Professor Saree Makdisi continues peddling a one-state solution:
The only question now is how much longer this negation can go on, and how long it will be before a state premised on it is superseded by its opposite, an affirmative, genuinely democratic, secular and multi-cultural state, the only kind that can offer Jewish Israelis and Muslim and Christian Palestinians alike a future free of discrimination, occupation, fear and violence.
The picture Makdisi paints is too good to be true.
Last year, I offered Five Arguments Against The One-State Solution. The sixth reason occured to me now. (Some of the links are updated.)
1. There’s no shame in the concept of a Jewish state for the Jewish people.
2. The one-state solution negates Palestinian national aspirations just as it negates Jewish national aspirations.
3. Jews and Arabs don’t share the language, history, religion, culture, or values required to make a bi-national effort work. Case in point: without an iron-fisted ruler, Yugoslavia disintegrated along ethnic lines and “Balkanization” became part of the world’s lexicon.
4. Among themselves, the Arabs have no history of successful multi-ethnic states. Lebanon is spiraling into civil war. Sectarian violence continue in Iraq (don’t rule out a partition). And Christian Arabs are fleeing the Mideast in droves. What’s to inspire Israeli confidence?
5. The South African model doesn’t apply. Among the many differences between the two regions, Benny Pogrund points out that South Africa’s blacks and whites had a cohesive leadership who could sell power-sharing to their constituencies, as well as economic interdependence. This is not the case with Israelis and Palestinians.
6. How can Israel possibly negotiate a one-state solution with West Bank Palestinians as if Hamastan — which the PA may now designate as a “rebel region” — doesn’t exist?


- _Task_:
Copy each line of the records that contains the word "with".

*** Begin section ***

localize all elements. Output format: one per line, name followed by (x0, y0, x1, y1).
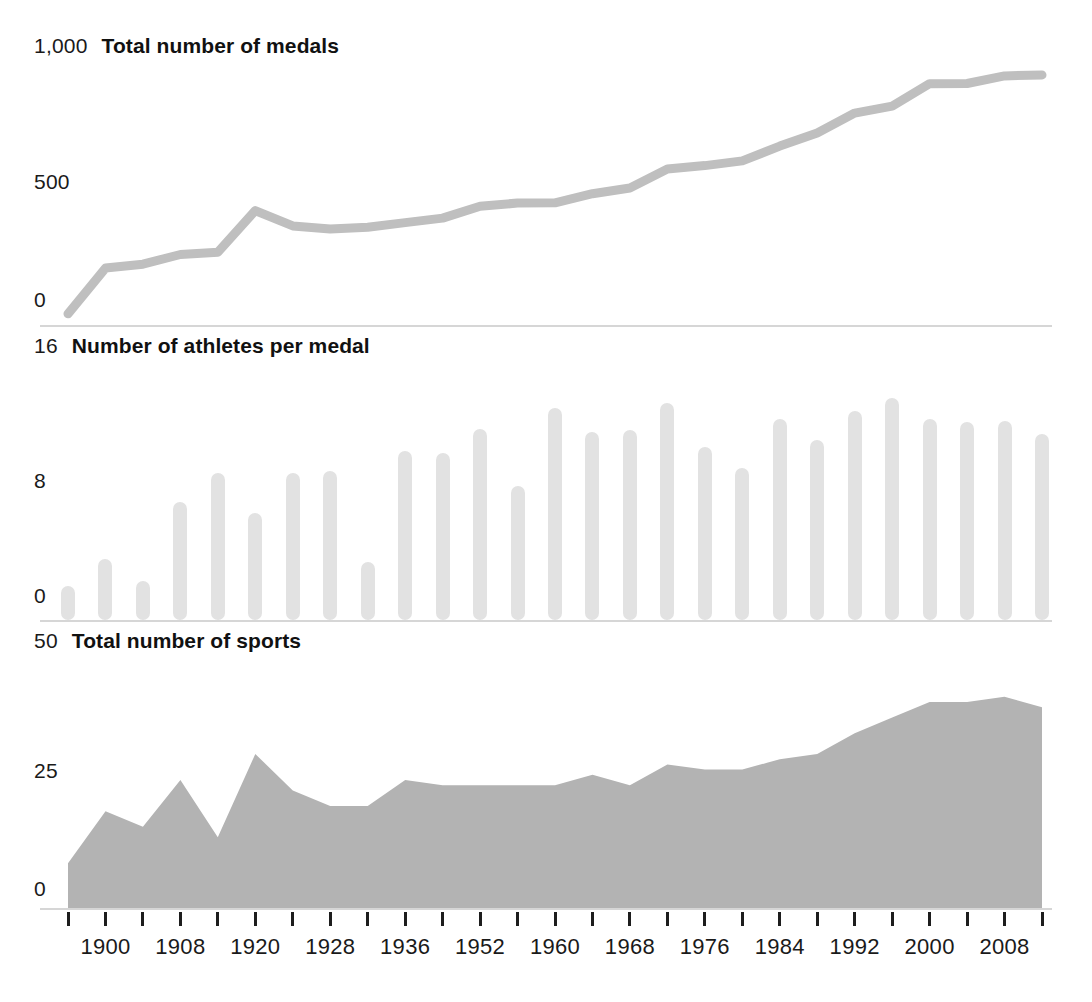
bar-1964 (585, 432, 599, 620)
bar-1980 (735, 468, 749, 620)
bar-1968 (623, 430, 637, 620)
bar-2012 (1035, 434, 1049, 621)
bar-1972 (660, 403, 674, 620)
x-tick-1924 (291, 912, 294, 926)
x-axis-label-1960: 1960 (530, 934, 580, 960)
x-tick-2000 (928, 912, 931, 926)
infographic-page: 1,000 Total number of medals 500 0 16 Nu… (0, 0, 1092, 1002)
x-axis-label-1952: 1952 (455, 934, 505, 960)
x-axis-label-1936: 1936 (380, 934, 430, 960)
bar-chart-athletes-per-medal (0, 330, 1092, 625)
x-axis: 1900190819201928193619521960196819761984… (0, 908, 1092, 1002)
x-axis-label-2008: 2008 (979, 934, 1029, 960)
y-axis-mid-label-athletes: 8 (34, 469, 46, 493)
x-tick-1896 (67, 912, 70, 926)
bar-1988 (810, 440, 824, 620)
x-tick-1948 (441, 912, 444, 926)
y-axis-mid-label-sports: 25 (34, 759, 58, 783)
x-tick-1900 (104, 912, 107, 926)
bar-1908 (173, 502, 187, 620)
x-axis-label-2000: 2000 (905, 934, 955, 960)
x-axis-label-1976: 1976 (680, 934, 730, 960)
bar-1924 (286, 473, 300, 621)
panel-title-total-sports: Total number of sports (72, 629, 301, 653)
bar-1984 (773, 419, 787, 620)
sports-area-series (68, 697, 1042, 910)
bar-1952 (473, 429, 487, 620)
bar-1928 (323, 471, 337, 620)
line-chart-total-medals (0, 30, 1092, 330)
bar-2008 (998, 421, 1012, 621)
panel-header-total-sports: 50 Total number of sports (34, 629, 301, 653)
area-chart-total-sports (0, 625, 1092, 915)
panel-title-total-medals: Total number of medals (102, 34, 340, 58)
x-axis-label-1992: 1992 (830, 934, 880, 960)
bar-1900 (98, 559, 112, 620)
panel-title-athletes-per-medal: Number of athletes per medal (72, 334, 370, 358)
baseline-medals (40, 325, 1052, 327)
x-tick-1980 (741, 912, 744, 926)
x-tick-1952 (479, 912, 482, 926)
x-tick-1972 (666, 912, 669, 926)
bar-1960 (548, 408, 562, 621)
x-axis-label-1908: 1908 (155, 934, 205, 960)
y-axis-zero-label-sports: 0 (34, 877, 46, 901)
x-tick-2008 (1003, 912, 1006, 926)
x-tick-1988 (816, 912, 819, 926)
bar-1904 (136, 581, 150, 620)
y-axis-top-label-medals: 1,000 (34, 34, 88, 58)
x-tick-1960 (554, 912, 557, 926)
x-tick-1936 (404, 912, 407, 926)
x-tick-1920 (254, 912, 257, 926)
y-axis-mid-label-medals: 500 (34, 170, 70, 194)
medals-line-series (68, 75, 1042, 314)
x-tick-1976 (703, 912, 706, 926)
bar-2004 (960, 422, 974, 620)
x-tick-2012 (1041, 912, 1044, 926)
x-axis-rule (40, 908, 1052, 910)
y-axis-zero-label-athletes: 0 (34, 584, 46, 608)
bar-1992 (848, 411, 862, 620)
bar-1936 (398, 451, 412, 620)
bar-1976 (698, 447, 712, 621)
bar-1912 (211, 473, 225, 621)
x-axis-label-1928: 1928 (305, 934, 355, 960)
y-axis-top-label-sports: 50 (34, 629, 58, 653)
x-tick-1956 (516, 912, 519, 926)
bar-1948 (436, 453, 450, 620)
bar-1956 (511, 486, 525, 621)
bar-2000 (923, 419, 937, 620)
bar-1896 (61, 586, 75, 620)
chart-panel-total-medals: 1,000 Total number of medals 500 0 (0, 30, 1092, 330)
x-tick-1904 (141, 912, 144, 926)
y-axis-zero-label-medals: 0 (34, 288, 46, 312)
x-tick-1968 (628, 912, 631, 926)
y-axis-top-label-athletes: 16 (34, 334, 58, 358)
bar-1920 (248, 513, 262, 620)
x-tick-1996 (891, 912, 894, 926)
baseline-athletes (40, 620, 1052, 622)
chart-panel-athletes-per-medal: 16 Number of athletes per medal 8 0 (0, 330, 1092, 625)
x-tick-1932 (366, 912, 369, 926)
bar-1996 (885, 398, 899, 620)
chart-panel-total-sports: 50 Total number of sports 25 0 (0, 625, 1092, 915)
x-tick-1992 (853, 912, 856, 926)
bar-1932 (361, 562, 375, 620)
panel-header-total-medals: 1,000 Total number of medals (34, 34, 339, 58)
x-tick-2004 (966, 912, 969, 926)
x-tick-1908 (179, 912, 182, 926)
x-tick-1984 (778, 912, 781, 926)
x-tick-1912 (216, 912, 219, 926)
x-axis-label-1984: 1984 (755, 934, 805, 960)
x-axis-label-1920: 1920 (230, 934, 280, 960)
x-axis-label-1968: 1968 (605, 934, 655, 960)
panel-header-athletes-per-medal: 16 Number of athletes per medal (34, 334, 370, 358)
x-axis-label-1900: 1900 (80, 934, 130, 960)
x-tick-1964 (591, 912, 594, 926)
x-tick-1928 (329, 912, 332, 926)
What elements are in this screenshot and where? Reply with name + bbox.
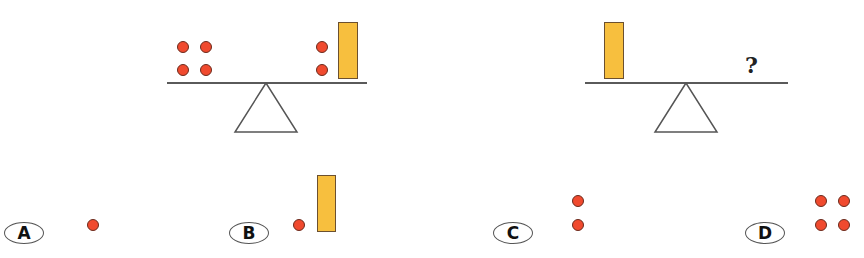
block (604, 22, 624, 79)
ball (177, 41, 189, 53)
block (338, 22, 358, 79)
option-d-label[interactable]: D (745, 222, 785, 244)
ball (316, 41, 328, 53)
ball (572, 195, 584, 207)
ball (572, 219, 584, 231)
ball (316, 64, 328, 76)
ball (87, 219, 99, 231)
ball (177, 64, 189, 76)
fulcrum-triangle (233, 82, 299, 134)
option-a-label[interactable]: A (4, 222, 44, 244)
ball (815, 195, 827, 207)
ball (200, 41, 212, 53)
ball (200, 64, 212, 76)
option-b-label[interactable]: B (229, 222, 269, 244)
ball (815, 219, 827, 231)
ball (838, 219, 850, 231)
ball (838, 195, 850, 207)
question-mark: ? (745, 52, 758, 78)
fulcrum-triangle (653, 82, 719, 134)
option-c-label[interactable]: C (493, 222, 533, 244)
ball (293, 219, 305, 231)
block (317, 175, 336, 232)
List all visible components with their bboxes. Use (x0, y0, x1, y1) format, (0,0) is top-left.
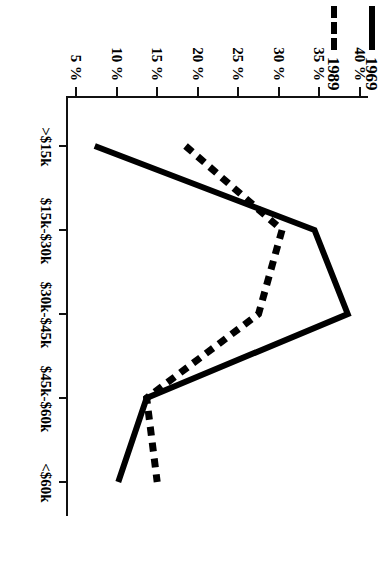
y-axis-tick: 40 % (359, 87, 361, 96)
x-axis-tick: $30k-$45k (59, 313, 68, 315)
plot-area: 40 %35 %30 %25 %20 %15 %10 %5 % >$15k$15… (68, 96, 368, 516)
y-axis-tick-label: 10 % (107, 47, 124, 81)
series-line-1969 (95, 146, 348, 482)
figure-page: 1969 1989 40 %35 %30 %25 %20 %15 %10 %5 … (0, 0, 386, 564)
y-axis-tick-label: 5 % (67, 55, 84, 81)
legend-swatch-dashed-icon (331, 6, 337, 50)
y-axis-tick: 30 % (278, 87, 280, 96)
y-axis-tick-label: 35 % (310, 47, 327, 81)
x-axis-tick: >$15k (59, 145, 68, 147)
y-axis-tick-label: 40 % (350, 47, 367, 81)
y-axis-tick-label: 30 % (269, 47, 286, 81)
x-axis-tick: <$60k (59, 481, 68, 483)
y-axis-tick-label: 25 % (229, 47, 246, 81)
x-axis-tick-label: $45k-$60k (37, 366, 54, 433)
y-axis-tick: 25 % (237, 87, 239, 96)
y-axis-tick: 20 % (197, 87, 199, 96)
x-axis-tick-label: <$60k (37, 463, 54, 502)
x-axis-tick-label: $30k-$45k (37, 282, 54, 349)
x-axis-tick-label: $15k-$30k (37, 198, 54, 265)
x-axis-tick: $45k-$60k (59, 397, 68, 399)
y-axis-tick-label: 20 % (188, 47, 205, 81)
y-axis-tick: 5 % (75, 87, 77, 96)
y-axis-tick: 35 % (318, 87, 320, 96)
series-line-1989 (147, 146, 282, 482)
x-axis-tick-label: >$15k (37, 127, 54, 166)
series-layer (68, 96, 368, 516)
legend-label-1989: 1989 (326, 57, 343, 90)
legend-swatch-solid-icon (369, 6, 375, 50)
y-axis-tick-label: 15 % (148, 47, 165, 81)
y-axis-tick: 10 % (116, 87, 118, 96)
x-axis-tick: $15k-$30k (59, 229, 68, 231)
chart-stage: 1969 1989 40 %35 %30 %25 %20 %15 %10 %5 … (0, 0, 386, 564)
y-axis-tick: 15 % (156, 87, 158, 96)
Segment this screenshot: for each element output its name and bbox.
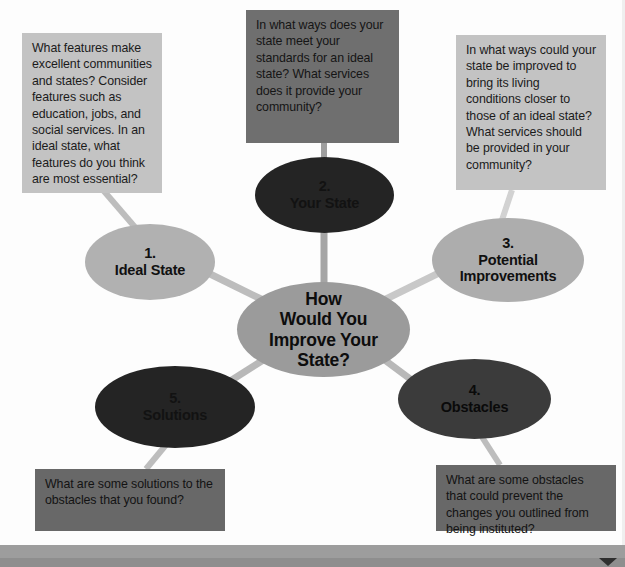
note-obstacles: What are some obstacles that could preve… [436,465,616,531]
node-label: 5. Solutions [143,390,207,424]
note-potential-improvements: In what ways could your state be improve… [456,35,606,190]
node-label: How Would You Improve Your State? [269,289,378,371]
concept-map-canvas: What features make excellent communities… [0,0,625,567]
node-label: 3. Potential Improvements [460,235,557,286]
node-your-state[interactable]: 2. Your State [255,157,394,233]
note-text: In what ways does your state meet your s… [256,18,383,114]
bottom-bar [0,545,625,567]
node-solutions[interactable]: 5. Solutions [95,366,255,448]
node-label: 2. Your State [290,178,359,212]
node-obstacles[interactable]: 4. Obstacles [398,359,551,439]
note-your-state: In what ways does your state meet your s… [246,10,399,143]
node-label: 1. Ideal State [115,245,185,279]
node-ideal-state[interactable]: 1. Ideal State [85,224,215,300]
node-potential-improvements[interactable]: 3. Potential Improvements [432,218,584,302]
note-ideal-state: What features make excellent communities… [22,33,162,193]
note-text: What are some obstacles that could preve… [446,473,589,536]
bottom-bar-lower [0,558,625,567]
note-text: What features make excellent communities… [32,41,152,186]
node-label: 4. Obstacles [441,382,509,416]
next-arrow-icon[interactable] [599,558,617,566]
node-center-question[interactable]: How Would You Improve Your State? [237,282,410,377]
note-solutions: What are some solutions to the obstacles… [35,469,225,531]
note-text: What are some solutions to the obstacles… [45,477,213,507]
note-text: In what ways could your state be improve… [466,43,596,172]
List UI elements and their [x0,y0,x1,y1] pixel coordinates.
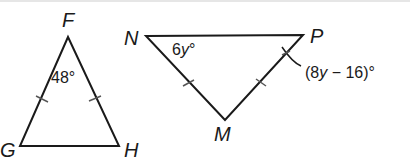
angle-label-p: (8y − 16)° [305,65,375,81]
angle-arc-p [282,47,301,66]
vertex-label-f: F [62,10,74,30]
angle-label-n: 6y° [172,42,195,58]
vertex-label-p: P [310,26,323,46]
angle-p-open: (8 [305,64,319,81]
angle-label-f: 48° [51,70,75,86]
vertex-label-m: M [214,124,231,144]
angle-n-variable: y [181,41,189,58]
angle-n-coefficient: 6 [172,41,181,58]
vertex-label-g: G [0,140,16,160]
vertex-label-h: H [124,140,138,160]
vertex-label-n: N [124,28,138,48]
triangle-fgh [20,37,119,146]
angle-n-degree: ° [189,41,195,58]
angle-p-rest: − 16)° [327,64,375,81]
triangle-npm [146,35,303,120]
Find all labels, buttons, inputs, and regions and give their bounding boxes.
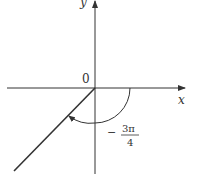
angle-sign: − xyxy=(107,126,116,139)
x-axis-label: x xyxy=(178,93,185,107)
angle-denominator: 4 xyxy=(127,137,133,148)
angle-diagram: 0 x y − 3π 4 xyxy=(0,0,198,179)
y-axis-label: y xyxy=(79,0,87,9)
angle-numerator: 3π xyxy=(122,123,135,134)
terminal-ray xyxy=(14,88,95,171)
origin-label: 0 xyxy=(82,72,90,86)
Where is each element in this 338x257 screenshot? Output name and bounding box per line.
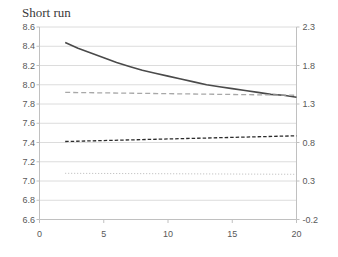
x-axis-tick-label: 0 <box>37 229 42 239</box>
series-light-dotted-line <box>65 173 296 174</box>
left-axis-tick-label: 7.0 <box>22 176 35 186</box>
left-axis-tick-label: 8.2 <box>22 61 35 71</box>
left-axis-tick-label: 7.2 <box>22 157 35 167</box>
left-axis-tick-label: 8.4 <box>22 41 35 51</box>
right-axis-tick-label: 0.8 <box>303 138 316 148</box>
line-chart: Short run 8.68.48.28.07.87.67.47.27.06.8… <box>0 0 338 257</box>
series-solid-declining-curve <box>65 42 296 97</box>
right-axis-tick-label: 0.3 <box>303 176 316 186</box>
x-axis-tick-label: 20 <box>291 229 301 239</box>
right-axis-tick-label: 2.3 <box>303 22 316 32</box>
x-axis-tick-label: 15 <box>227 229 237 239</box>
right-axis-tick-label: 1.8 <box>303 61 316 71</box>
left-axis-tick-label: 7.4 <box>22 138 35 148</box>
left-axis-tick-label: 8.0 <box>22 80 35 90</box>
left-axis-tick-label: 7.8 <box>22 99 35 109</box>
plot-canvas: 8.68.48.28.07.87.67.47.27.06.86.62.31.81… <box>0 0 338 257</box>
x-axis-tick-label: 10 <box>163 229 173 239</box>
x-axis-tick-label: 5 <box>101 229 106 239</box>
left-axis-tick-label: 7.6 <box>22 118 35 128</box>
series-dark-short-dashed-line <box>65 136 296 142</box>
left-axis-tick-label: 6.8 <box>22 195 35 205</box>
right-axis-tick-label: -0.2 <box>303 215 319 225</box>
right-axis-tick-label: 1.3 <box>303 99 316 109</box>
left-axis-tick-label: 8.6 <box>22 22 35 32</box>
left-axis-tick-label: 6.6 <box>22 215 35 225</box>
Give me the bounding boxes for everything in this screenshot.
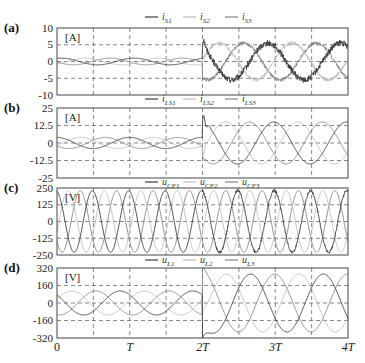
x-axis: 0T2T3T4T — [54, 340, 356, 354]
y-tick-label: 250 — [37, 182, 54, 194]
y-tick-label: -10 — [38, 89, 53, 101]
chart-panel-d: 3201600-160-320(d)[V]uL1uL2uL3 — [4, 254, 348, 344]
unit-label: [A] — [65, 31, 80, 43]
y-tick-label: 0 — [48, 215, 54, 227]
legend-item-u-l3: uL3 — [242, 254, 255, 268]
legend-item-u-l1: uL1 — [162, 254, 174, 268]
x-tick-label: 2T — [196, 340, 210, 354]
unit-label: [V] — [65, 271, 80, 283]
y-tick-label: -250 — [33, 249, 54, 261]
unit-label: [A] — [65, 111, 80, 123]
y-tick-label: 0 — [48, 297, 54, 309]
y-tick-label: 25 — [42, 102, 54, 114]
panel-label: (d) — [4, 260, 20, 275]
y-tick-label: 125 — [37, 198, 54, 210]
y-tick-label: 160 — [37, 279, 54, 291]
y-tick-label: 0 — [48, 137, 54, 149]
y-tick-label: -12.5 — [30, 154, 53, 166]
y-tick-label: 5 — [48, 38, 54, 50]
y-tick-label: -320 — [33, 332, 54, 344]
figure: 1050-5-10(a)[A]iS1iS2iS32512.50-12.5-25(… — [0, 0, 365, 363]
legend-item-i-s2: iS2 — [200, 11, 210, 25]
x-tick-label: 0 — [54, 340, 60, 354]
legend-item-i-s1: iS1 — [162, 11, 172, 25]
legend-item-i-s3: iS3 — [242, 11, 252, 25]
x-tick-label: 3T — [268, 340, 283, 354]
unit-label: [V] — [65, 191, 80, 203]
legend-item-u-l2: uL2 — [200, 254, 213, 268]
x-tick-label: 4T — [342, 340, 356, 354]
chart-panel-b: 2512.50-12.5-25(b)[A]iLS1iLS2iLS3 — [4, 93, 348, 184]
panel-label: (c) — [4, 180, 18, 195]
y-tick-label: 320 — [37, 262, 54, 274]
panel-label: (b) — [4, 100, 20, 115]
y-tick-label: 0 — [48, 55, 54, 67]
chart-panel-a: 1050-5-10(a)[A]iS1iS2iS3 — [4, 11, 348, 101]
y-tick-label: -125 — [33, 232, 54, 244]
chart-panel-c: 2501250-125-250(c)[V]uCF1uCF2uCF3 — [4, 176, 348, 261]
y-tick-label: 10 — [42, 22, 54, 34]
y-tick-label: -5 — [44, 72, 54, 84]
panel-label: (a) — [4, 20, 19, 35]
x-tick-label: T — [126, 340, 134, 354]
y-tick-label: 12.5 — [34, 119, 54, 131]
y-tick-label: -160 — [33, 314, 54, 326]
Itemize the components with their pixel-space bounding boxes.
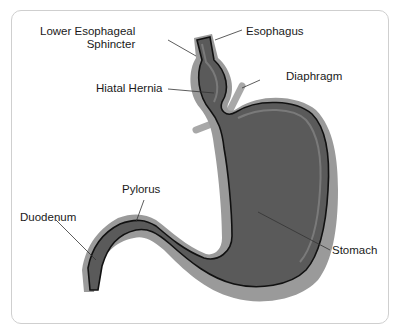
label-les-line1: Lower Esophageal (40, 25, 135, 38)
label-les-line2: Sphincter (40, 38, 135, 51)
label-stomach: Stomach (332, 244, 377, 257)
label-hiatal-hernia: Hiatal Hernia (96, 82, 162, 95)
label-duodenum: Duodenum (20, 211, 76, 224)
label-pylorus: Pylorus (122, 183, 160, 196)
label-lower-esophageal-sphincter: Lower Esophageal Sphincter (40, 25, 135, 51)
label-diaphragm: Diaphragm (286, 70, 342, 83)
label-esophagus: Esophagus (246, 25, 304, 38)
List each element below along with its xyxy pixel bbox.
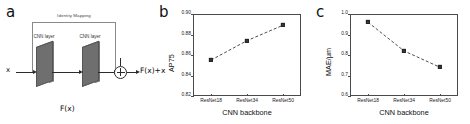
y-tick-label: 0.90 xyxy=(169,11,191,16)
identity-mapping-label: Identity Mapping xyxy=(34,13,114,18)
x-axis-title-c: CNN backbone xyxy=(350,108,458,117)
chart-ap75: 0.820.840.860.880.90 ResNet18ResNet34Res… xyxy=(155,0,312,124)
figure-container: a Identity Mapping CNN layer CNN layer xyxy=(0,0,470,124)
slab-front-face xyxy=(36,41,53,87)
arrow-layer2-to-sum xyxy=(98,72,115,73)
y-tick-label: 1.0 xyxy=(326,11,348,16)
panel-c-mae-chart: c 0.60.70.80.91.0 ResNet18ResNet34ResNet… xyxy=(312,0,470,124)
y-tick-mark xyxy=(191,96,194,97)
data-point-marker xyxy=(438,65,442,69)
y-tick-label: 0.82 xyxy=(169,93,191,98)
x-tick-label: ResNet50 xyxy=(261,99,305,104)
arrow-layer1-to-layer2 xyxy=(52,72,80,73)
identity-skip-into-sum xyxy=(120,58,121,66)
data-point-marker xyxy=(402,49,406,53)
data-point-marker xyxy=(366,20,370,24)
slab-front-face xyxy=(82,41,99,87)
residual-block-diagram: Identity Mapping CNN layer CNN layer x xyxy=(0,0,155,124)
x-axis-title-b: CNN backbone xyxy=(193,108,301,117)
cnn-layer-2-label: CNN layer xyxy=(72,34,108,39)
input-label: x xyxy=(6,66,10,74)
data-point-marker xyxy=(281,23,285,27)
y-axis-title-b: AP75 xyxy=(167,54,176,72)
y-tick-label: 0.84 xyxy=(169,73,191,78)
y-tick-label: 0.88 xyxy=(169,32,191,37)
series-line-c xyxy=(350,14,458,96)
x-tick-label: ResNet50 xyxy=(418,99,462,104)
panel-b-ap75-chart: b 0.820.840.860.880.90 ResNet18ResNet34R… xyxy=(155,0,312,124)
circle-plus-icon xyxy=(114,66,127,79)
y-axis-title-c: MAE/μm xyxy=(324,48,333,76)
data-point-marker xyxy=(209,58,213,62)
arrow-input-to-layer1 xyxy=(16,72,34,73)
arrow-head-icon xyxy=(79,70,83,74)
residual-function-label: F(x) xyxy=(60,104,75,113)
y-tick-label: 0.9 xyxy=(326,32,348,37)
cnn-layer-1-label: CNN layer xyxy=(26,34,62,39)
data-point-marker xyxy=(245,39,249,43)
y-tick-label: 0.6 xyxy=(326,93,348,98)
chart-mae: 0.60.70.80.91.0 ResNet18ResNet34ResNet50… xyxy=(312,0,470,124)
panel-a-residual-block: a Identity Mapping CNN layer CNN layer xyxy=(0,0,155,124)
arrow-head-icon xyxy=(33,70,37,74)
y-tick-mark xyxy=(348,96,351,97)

*** End section ***

- _Answer for this exercise_:
What elements are in this screenshot and where? Reply with name + bbox.
List all visible components with their bboxes. Use (x0, y0, x1, y1) format, (0,0) is top-left.
Itemize the components with their pixel-space bounding boxes.
List each element below along with its xyxy pixel bbox.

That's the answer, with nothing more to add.